On crisis trends in the legitimacy of the political regimes of the Baltic States
Abstract
This article considers the legitimacy of political regimes in the Baltic States by analysing three major parameters: confidence in political institutions, level of corruption, and the development of their party systems. The author identifies the major crisis trends in the legitimacy of the political regimes of Lithuania, Latvia, and Estonia. The article stresses the problem of legitimacy reproduction resulting from the limited representation of the national party systems. Special attention is paid to compensatory mechanisms used by political elites to ‘artificially’ reproduce legitimacy. It makes sense to analyse the deficit of legitimacy in the Baltic States not only in the context of threats to democratic institutions but also considering weaknesses of public institutions and insufficient resources to ensure stateness. This requires developing a hypothesis about smaller states ‘importing’ legitimacy from larger states and intergovernmental organisations, in whose zone of influence they are included. In other words, the EU and NATO can provide smaller states not only with economic and military resources but also legitimation ‘resources’ using their prestige to support the belief of local residents that there is no alternative to the current political system of social organisation. Legitimacy deficit increases the risks of a rift between political elites in the Baltic States, which can become a prologue to a deep political crisis. In these conditions, compensatory mechanisms cannot be considered as targeted exclusively at broad social strata. They are also aimed at political elites, whose consolidation or ‘encapsulation’ is achieved by exaggerating external threats and resorting to repressive measures in an attempt to develop an ethnonational consensus. These methods are used to ensure self-preservation of the Baltic States political regimes within the current ideological and institutional configuration.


Please restate every entry exactly. Leave out the pictures.

_ _ _ _ _

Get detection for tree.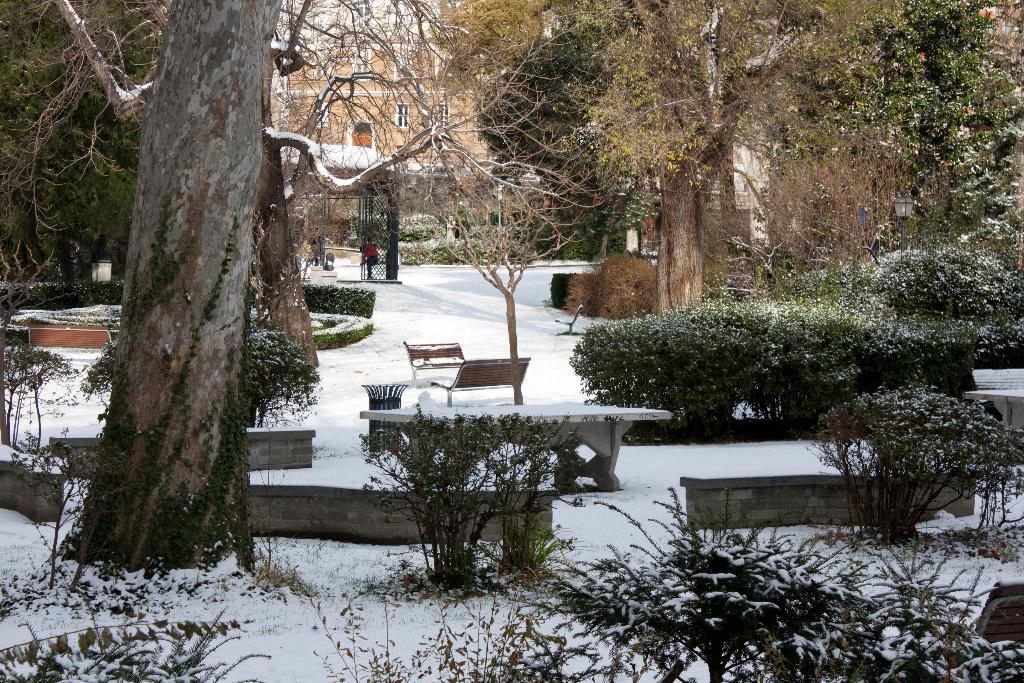
Detection: left=794, top=1, right=1023, bottom=269.
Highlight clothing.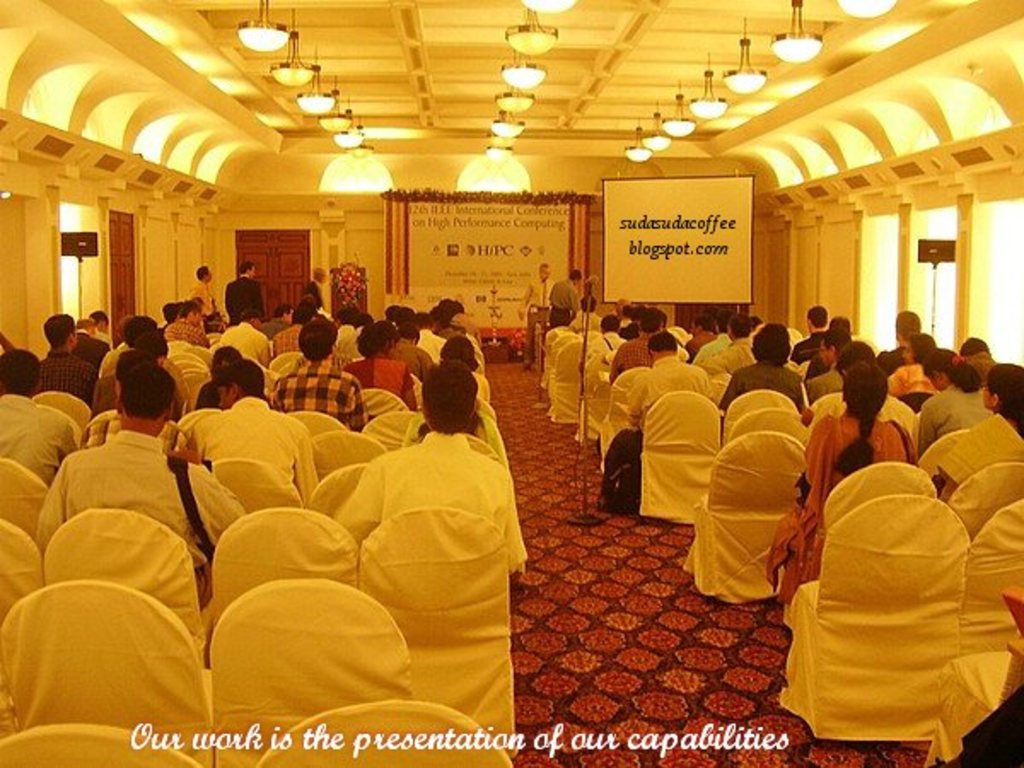
Highlighted region: {"x1": 911, "y1": 372, "x2": 992, "y2": 454}.
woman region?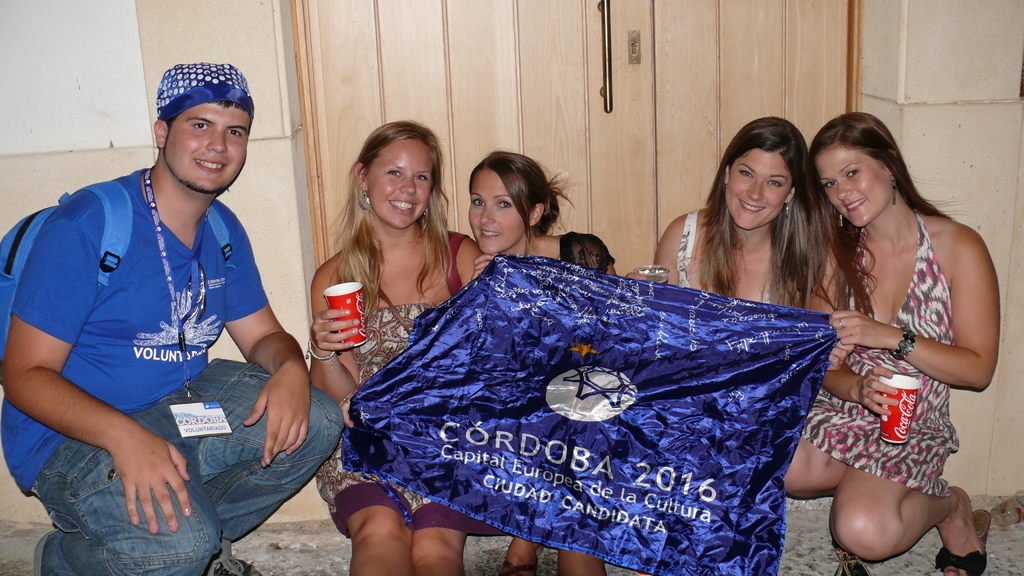
left=784, top=102, right=1000, bottom=570
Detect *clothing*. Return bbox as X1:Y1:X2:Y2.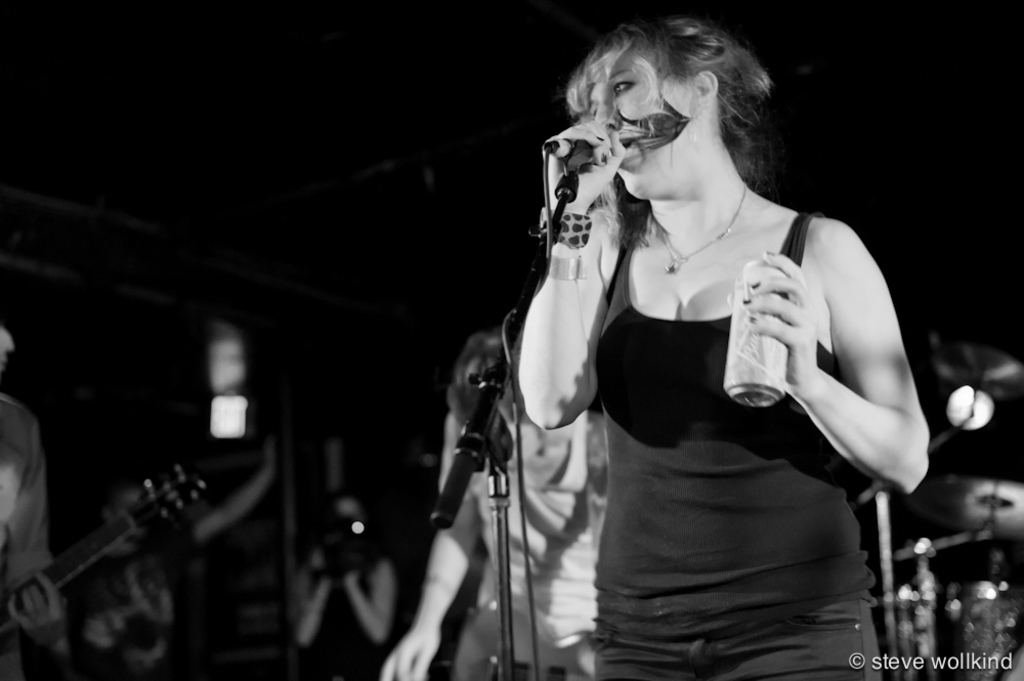
644:143:927:608.
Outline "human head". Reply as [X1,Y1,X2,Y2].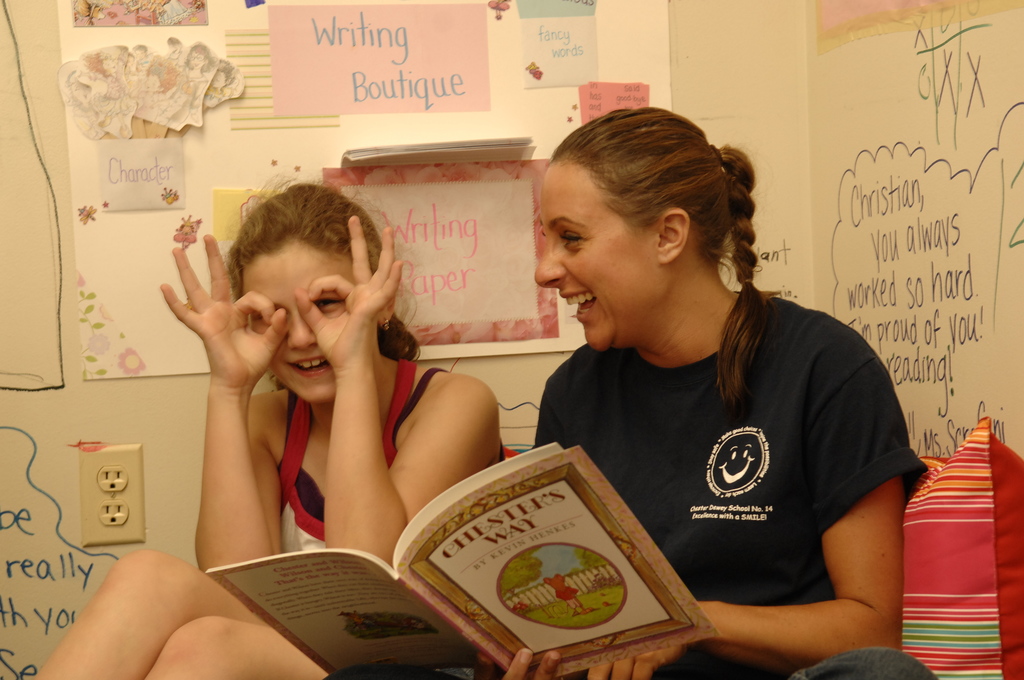
[525,108,767,346].
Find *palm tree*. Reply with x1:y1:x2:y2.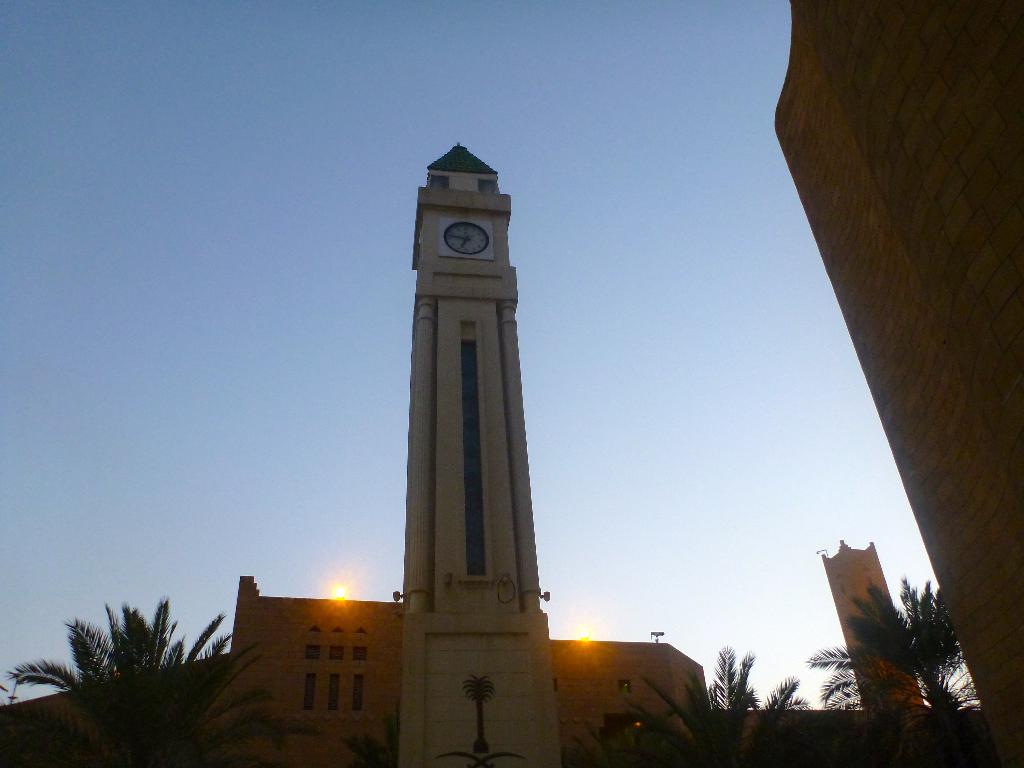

_ _ _ _ _

Task answer ▸
Get detection for tree.
Detection: left=794, top=1, right=1023, bottom=269.
Highlight clothing.
Highlighted region: {"x1": 911, "y1": 372, "x2": 992, "y2": 454}.
woman region?
left=784, top=102, right=1000, bottom=570
Detect *clothing*. Return bbox as X1:Y1:X2:Y2.
644:143:927:608.
Outline "human head". Reply as [X1,Y1,X2,Y2].
[525,108,767,346].
Find *palm tree*. Reply with x1:y1:x2:y2.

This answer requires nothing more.